# GIVEN DATA
---------------
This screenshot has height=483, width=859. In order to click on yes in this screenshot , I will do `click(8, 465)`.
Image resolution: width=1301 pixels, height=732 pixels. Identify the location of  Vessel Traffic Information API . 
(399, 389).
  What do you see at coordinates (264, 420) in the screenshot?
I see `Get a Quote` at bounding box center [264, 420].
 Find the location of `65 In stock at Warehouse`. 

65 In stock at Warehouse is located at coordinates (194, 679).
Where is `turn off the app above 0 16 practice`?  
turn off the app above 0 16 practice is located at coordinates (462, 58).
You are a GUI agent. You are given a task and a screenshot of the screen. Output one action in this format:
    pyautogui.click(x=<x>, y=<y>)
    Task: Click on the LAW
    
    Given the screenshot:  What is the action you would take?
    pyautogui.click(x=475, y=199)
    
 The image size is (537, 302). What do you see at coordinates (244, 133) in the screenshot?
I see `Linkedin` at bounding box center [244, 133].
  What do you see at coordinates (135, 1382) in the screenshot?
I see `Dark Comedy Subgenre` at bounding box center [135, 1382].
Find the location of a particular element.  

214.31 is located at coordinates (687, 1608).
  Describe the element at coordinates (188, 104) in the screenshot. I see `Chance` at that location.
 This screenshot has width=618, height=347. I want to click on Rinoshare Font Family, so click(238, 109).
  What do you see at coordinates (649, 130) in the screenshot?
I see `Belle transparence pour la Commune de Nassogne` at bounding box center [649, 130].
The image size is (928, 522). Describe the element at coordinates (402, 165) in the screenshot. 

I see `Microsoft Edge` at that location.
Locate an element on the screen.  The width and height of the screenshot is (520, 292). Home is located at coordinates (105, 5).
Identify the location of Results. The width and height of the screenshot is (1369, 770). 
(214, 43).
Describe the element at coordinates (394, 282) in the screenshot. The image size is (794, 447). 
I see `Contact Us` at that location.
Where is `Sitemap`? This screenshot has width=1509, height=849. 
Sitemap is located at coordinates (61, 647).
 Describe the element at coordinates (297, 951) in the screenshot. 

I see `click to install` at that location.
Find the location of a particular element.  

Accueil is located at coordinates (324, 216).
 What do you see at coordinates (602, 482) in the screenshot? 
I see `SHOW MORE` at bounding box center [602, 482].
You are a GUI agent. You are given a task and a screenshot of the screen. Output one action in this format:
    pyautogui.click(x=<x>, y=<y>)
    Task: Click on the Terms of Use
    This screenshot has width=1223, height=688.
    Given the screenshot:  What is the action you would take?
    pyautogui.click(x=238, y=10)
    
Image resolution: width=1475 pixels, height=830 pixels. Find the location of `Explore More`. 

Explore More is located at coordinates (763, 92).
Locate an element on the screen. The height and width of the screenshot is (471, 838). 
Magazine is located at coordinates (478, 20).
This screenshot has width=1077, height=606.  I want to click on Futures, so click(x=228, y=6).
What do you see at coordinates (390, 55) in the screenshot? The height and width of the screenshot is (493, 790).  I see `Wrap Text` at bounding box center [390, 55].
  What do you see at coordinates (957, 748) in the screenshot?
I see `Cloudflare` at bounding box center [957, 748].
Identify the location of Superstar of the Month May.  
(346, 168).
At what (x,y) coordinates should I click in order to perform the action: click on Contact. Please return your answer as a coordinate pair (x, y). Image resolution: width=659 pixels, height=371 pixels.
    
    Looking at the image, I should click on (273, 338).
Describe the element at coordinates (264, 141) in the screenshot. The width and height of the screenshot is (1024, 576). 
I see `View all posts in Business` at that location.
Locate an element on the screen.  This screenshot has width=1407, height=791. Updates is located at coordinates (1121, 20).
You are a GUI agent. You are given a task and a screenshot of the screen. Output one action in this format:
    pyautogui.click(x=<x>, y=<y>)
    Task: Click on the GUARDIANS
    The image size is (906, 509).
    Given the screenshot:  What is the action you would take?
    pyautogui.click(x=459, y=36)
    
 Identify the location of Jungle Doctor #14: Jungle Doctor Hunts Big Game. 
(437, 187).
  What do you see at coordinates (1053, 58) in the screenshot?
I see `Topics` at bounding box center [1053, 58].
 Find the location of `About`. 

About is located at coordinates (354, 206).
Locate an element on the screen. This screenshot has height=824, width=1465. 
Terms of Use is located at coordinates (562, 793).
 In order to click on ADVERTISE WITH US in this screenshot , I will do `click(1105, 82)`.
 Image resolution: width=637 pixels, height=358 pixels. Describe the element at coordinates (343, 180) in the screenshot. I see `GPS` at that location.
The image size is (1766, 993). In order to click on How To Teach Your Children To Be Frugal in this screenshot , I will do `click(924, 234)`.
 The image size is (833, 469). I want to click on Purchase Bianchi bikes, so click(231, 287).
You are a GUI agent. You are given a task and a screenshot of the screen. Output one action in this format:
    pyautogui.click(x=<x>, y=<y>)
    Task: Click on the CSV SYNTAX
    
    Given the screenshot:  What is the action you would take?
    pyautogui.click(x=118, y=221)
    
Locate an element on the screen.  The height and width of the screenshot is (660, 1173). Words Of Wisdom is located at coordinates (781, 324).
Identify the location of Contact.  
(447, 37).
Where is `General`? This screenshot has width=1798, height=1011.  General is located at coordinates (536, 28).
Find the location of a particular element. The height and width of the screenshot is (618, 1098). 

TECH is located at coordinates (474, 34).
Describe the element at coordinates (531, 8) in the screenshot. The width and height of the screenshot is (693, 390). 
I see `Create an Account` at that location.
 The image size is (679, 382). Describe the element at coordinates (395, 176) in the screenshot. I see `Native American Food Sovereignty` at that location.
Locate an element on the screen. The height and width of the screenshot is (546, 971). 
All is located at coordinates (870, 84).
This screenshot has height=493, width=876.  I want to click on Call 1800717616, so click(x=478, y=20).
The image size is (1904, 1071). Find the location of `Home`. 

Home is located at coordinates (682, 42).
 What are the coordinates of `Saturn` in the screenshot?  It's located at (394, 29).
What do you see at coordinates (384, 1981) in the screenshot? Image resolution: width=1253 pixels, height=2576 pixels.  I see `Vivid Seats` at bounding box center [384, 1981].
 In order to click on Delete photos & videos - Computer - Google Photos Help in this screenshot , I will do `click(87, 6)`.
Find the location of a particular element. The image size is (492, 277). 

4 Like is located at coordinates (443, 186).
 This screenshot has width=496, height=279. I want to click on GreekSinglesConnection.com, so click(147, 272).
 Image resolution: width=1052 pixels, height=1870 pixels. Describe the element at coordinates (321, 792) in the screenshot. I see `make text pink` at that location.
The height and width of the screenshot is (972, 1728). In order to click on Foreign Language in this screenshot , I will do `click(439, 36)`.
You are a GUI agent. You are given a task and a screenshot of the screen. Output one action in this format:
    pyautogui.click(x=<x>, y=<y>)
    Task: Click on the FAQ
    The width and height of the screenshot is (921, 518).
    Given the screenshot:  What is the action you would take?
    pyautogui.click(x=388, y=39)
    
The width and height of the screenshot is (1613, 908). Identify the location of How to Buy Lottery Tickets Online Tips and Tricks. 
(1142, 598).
---------------
# EXERCISE BRIEF
Exactly as they stand above, retype all of the records.

# WORKED SOLUTION
This screenshot has height=483, width=859. In order to click on yes in this screenshot , I will do `click(8, 465)`.
Image resolution: width=1301 pixels, height=732 pixels. Identify the location of  Vessel Traffic Information API . 
(399, 389).
  What do you see at coordinates (264, 420) in the screenshot?
I see `Get a Quote` at bounding box center [264, 420].
 Find the location of `65 In stock at Warehouse`. 

65 In stock at Warehouse is located at coordinates (194, 679).
Where is `turn off the app above 0 16 practice`?  
turn off the app above 0 16 practice is located at coordinates (462, 58).
You are a GUI agent. You are given a task and a screenshot of the screen. Output one action in this format:
    pyautogui.click(x=<x>, y=<y>)
    Task: Click on the LAW
    
    Given the screenshot:  What is the action you would take?
    pyautogui.click(x=475, y=199)
    
 The image size is (537, 302). What do you see at coordinates (244, 133) in the screenshot?
I see `Linkedin` at bounding box center [244, 133].
  What do you see at coordinates (135, 1382) in the screenshot?
I see `Dark Comedy Subgenre` at bounding box center [135, 1382].
Find the location of a particular element.  

214.31 is located at coordinates (687, 1608).
  Describe the element at coordinates (188, 104) in the screenshot. I see `Chance` at that location.
 This screenshot has width=618, height=347. I want to click on Rinoshare Font Family, so click(238, 109).
  What do you see at coordinates (649, 130) in the screenshot?
I see `Belle transparence pour la Commune de Nassogne` at bounding box center [649, 130].
The image size is (928, 522). Describe the element at coordinates (402, 165) in the screenshot. 

I see `Microsoft Edge` at that location.
Locate an element on the screen.  The width and height of the screenshot is (520, 292). Home is located at coordinates (105, 5).
Identify the location of Results. The width and height of the screenshot is (1369, 770). 
(214, 43).
Describe the element at coordinates (394, 282) in the screenshot. The image size is (794, 447). 
I see `Contact Us` at that location.
Where is `Sitemap`? This screenshot has width=1509, height=849. 
Sitemap is located at coordinates (61, 647).
 Describe the element at coordinates (297, 951) in the screenshot. 

I see `click to install` at that location.
Find the location of a particular element.  

Accueil is located at coordinates (324, 216).
 What do you see at coordinates (602, 482) in the screenshot? 
I see `SHOW MORE` at bounding box center [602, 482].
You are a GUI agent. You are given a task and a screenshot of the screen. Output one action in this format:
    pyautogui.click(x=<x>, y=<y>)
    Task: Click on the Terms of Use
    This screenshot has width=1223, height=688.
    Given the screenshot:  What is the action you would take?
    pyautogui.click(x=238, y=10)
    
Image resolution: width=1475 pixels, height=830 pixels. Find the location of `Explore More`. 

Explore More is located at coordinates (763, 92).
Locate an element on the screen. The height and width of the screenshot is (471, 838). 
Magazine is located at coordinates (478, 20).
This screenshot has width=1077, height=606.  I want to click on Futures, so click(x=228, y=6).
What do you see at coordinates (390, 55) in the screenshot? The height and width of the screenshot is (493, 790).  I see `Wrap Text` at bounding box center [390, 55].
  What do you see at coordinates (957, 748) in the screenshot?
I see `Cloudflare` at bounding box center [957, 748].
Identify the location of Superstar of the Month May.  
(346, 168).
At what (x,y) coordinates should I click in order to perform the action: click on Contact. Please return your answer as a coordinate pair (x, y). Image resolution: width=659 pixels, height=371 pixels.
    
    Looking at the image, I should click on (273, 338).
Describe the element at coordinates (264, 141) in the screenshot. The width and height of the screenshot is (1024, 576). 
I see `View all posts in Business` at that location.
Locate an element on the screen.  This screenshot has width=1407, height=791. Updates is located at coordinates (1121, 20).
You are a GUI agent. You are given a task and a screenshot of the screen. Output one action in this format:
    pyautogui.click(x=<x>, y=<y>)
    Task: Click on the GUARDIANS
    The image size is (906, 509).
    Given the screenshot:  What is the action you would take?
    pyautogui.click(x=459, y=36)
    
 Identify the location of Jungle Doctor #14: Jungle Doctor Hunts Big Game. 
(437, 187).
  What do you see at coordinates (1053, 58) in the screenshot?
I see `Topics` at bounding box center [1053, 58].
 Find the location of `About`. 

About is located at coordinates (354, 206).
Locate an element on the screen. This screenshot has height=824, width=1465. 
Terms of Use is located at coordinates (562, 793).
 In order to click on ADVERTISE WITH US in this screenshot , I will do `click(1105, 82)`.
 Image resolution: width=637 pixels, height=358 pixels. Describe the element at coordinates (343, 180) in the screenshot. I see `GPS` at that location.
The image size is (1766, 993). In order to click on How To Teach Your Children To Be Frugal in this screenshot , I will do `click(924, 234)`.
 The image size is (833, 469). I want to click on Purchase Bianchi bikes, so click(231, 287).
You are a GUI agent. You are given a task and a screenshot of the screen. Output one action in this format:
    pyautogui.click(x=<x>, y=<y>)
    Task: Click on the CSV SYNTAX
    
    Given the screenshot:  What is the action you would take?
    pyautogui.click(x=118, y=221)
    
Locate an element on the screen.  The height and width of the screenshot is (660, 1173). Words Of Wisdom is located at coordinates (781, 324).
Identify the location of Contact.  
(447, 37).
Where is `General`? This screenshot has width=1798, height=1011.  General is located at coordinates (536, 28).
Find the location of a particular element. The height and width of the screenshot is (618, 1098). 

TECH is located at coordinates (474, 34).
Describe the element at coordinates (531, 8) in the screenshot. The width and height of the screenshot is (693, 390). 
I see `Create an Account` at that location.
 The image size is (679, 382). Describe the element at coordinates (395, 176) in the screenshot. I see `Native American Food Sovereignty` at that location.
Locate an element on the screen. The height and width of the screenshot is (546, 971). 
All is located at coordinates (870, 84).
This screenshot has height=493, width=876.  I want to click on Call 1800717616, so click(x=478, y=20).
The image size is (1904, 1071). Find the location of `Home`. 

Home is located at coordinates (682, 42).
 What are the coordinates of `Saturn` in the screenshot?  It's located at (394, 29).
What do you see at coordinates (384, 1981) in the screenshot? Image resolution: width=1253 pixels, height=2576 pixels.  I see `Vivid Seats` at bounding box center [384, 1981].
 In order to click on Delete photos & videos - Computer - Google Photos Help in this screenshot , I will do `click(87, 6)`.
Find the location of a particular element. The image size is (492, 277). 

4 Like is located at coordinates (443, 186).
 This screenshot has width=496, height=279. I want to click on GreekSinglesConnection.com, so click(147, 272).
 Image resolution: width=1052 pixels, height=1870 pixels. Describe the element at coordinates (321, 792) in the screenshot. I see `make text pink` at that location.
The height and width of the screenshot is (972, 1728). In order to click on Foreign Language in this screenshot , I will do `click(439, 36)`.
You are a GUI agent. You are given a task and a screenshot of the screen. Output one action in this format:
    pyautogui.click(x=<x>, y=<y>)
    Task: Click on the FAQ
    The width and height of the screenshot is (921, 518).
    Given the screenshot:  What is the action you would take?
    pyautogui.click(x=388, y=39)
    
The width and height of the screenshot is (1613, 908). Identify the location of How to Buy Lottery Tickets Online Tips and Tricks. 
(1142, 598).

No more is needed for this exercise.